Configure Hashicorp's Vault for Kubernetes Auth
Learn how to configure Vault to utilize the Kubernetes auth method for managing Spinnaker secrets.
Storing SpinnakerTM configs in a git repository is a great solution for maintaining versions of your configurations, but storing secrets in plain text is a bad security practice. If you’re using the Operator to deploy Spinnaker, separating your secrets from your configs through end-to-end secrets management is already supported. If you’re using Halyard, this is supported as of halyard-armory:1.4.1
. All you need to do is replace secrets in the configuration files with the syntax described here, and Spinnaker will decrypt them as needed.
We can now store secrets (tokens, passwords, sensitive files) separately from the Spinnaker configurations. We’ll provide references to these secrets to services that need them.
When referencing string secrets (passwords, tokens) in configs, use the following general format:
encrypted:<secret engine>!<key1>:<value1>!<key2>:<value2>!...
When referencing files, the same parameters are used but with the encryptedFile
prefix:
encryptedFile:<secret engine>!<key1>:<value1>!<key2>:<value2>!...
The keys and values making up the string vary with each secret engine. Refer to the specific documentation for each engine for more information.
This applies to section spec.spinnakerConfig.config
of the SpinnakerService
manifest if using the Operator, or ~/.hal/config
if using Halyard.
Operator and Halyard can understand the secrets you provide. If the service you are deploying is able to decrypt secrets, Operator (or Halyard) will pass the reference directly. Otherwise it will decrypt the configuration before sending it.
For instance, after replacing the GitHub token in our main config with the encrypted syntax:
...
github:
enabled: true
accounts:
- name: github
token: encrypted:s3!r:us-west-2!b:mybucket!f:spinnaker-secrets.yml!k:github.token
...
You find the following in /opt/spinnaker/config/clouddriver.yml
inside clouddriver pod:
...
github:
enabled: true
accounts:
- name: github
token: encrypted:s3!r:us-west-2!b:mybucket!f:spinnaker-secrets.yml!k:github.token
...
And for an older release of Clouddriver that does not support decryption:
...
github:
enabled: true
accounts:
- name: github
token: <TOKEN>
...
You can also provide secret references directly in SpinnakerService
manifest under section spec.spinnakerConfig.profiles
if using the Operator, or in *-local.yml
profile files if using Halyard, as well as directly in Spinnaker services.
Is there a secret engine you’d like us to support? Submit a feature request here!
Learn how to configure Vault to utilize the Kubernetes auth method for managing Spinnaker secrets.
Learn how to set up Spinnaker secrets in HashiCorp Vault.
Learn how to set up Spinnaker secrets in a Kubernetes secret.
Learn how to set up Spinnaker secrets in an encrypted GCS bucket.
Learn how to set up Spinnaker secrets in an encrypted S3 bucket.
Configure the AWS Secrets Manager as a secrets engine for Spinnaker.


Your task: An exact transcription of all the data is the expected reply.
++++ Entries shown ++++
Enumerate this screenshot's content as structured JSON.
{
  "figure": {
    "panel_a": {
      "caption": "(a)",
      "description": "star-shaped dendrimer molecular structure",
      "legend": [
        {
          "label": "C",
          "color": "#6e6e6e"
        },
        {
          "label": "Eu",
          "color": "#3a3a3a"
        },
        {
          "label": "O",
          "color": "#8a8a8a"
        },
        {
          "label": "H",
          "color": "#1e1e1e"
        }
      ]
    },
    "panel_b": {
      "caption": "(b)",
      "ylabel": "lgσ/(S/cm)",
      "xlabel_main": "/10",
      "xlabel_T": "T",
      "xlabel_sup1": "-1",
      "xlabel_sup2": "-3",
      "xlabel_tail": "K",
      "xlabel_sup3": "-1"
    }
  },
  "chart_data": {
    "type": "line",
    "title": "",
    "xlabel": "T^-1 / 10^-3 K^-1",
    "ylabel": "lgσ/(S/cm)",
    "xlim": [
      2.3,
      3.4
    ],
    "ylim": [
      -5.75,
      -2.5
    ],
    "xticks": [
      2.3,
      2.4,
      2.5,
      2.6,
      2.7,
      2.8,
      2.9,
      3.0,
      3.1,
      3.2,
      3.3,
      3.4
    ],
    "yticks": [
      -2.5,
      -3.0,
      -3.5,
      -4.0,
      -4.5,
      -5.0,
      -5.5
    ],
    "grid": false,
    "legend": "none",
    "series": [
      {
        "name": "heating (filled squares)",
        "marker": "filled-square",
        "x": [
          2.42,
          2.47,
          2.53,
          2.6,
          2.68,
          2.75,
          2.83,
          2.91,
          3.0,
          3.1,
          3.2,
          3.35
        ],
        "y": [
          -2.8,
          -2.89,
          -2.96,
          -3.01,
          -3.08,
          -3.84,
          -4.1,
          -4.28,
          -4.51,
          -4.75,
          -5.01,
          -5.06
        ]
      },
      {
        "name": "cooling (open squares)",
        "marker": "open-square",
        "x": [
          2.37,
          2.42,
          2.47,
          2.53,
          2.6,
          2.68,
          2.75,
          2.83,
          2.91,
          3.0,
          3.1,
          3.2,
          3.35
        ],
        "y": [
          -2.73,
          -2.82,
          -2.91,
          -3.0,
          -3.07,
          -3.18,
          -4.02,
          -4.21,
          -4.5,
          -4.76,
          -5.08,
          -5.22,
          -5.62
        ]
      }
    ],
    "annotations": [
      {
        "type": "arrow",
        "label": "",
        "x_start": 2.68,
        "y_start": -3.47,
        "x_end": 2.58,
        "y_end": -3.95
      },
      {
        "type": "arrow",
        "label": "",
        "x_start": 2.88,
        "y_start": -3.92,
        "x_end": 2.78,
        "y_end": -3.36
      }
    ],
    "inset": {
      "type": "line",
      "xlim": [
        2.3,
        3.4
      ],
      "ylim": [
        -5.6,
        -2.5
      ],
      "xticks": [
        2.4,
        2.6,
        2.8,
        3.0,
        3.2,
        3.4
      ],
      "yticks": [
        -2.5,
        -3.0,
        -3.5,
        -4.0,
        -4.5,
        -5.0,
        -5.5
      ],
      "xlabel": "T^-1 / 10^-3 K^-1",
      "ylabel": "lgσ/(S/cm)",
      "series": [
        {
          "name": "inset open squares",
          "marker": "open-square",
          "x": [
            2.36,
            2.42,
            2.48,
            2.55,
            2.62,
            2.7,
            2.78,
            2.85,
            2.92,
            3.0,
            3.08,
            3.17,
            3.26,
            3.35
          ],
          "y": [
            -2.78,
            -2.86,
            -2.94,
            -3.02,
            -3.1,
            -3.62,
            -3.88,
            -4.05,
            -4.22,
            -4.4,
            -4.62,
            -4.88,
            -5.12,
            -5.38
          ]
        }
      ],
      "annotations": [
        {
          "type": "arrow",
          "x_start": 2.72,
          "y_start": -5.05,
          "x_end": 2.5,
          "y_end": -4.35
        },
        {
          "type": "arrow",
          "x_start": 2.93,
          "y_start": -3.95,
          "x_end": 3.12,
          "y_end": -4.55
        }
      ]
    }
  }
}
++++
Answer space:
Enumerate this screenshot's content as structured JSON.
{
  "figure": {
    "panel_a": {
      "caption": "(a)",
      "description": "star-shaped dendrimer molecular structure",
      "legend": [
        {
          "label": "C",
          "color": "#6e6e6e"
        },
        {
          "label": "Eu",
          "color": "#3a3a3a"
        },
        {
          "label": "O",
          "color": "#8a8a8a"
        },
        {
          "label": "H",
          "color": "#1e1e1e"
        }
      ]
    },
    "panel_b": {
      "caption": "(b)",
      "ylabel": "lgσ/(S/cm)",
      "xlabel_main": "/10",
      "xlabel_T": "T",
      "xlabel_sup1": "-1",
      "xlabel_sup2": "-3",
      "xlabel_tail": "K",
      "xlabel_sup3": "-1"
    }
  },
  "chart_data": {
    "type": "line",
    "title": "",
    "xlabel": "T^-1 / 10^-3 K^-1",
    "ylabel": "lgσ/(S/cm)",
    "xlim": [
      2.3,
      3.4
    ],
    "ylim": [
      -5.75,
      -2.5
    ],
    "xticks": [
      2.3,
      2.4,
      2.5,
      2.6,
      2.7,
      2.8,
      2.9,
      3.0,
      3.1,
      3.2,
      3.3,
      3.4
    ],
    "yticks": [
      -2.5,
      -3.0,
      -3.5,
      -4.0,
      -4.5,
      -5.0,
      -5.5
    ],
    "grid": false,
    "legend": "none",
    "series": [
      {
        "name": "heating (filled squares)",
        "marker": "filled-square",
        "x": [
          2.42,
          2.47,
          2.53,
          2.6,
          2.68,
          2.75,
          2.83,
          2.91,
          3.0,
          3.1,
          3.2,
          3.35
        ],
        "y": [
          -2.8,
          -2.89,
          -2.96,
          -3.01,
          -3.08,
          -3.84,
          -4.1,
          -4.28,
          -4.51,
          -4.75,
          -5.01,
          -5.06
        ]
      },
      {
        "name": "cooling (open squares)",
        "marker": "open-square",
        "x": [
          2.37,
          2.42,
          2.47,
          2.53,
          2.6,
          2.68,
          2.75,
          2.83,
          2.91,
          3.0,
          3.1,
          3.2,
          3.35
        ],
        "y": [
          -2.73,
          -2.82,
          -2.91,
          -3.0,
          -3.07,
          -3.18,
          -4.02,
          -4.21,
          -4.5,
          -4.76,
          -5.08,
          -5.22,
          -5.62
        ]
      }
    ],
    "annotations": [
      {
        "type": "arrow",
        "label": "",
        "x_start": 2.68,
        "y_start": -3.47,
        "x_end": 2.58,
        "y_end": -3.95
      },
      {
        "type": "arrow",
        "label": "",
        "x_start": 2.88,
        "y_start": -3.92,
        "x_end": 2.78,
        "y_end": -3.36
      }
    ],
    "inset": {
      "type": "line",
      "xlim": [
        2.3,
        3.4
      ],
      "ylim": [
        -5.6,
        -2.5
      ],
      "xticks": [
        2.4,
        2.6,
        2.8,
        3.0,
        3.2,
        3.4
      ],
      "yticks": [
        -2.5,
        -3.0,
        -3.5,
        -4.0,
        -4.5,
        -5.0,
        -5.5
      ],
      "xlabel": "T^-1 / 10^-3 K^-1",
      "ylabel": "lgσ/(S/cm)",
      "series": [
        {
          "name": "inset open squares",
          "marker": "open-square",
          "x": [
            2.36,
            2.42,
            2.48,
            2.55,
            2.62,
            2.7,
            2.78,
            2.85,
            2.92,
            3.0,
            3.08,
            3.17,
            3.26,
            3.35
          ],
          "y": [
            -2.78,
            -2.86,
            -2.94,
            -3.02,
            -3.1,
            -3.62,
            -3.88,
            -4.05,
            -4.22,
            -4.4,
            -4.62,
            -4.88,
            -5.12,
            -5.38
          ]
        }
      ],
      "annotations": [
        {
          "type": "arrow",
          "x_start": 2.72,
          "y_start": -5.05,
          "x_end": 2.5,
          "y_end": -4.35
        },
        {
          "type": "arrow",
          "x_start": 2.93,
          "y_start": -3.95,
          "x_end": 3.12,
          "y_end": -4.55
        }
      ]
    }
  }
}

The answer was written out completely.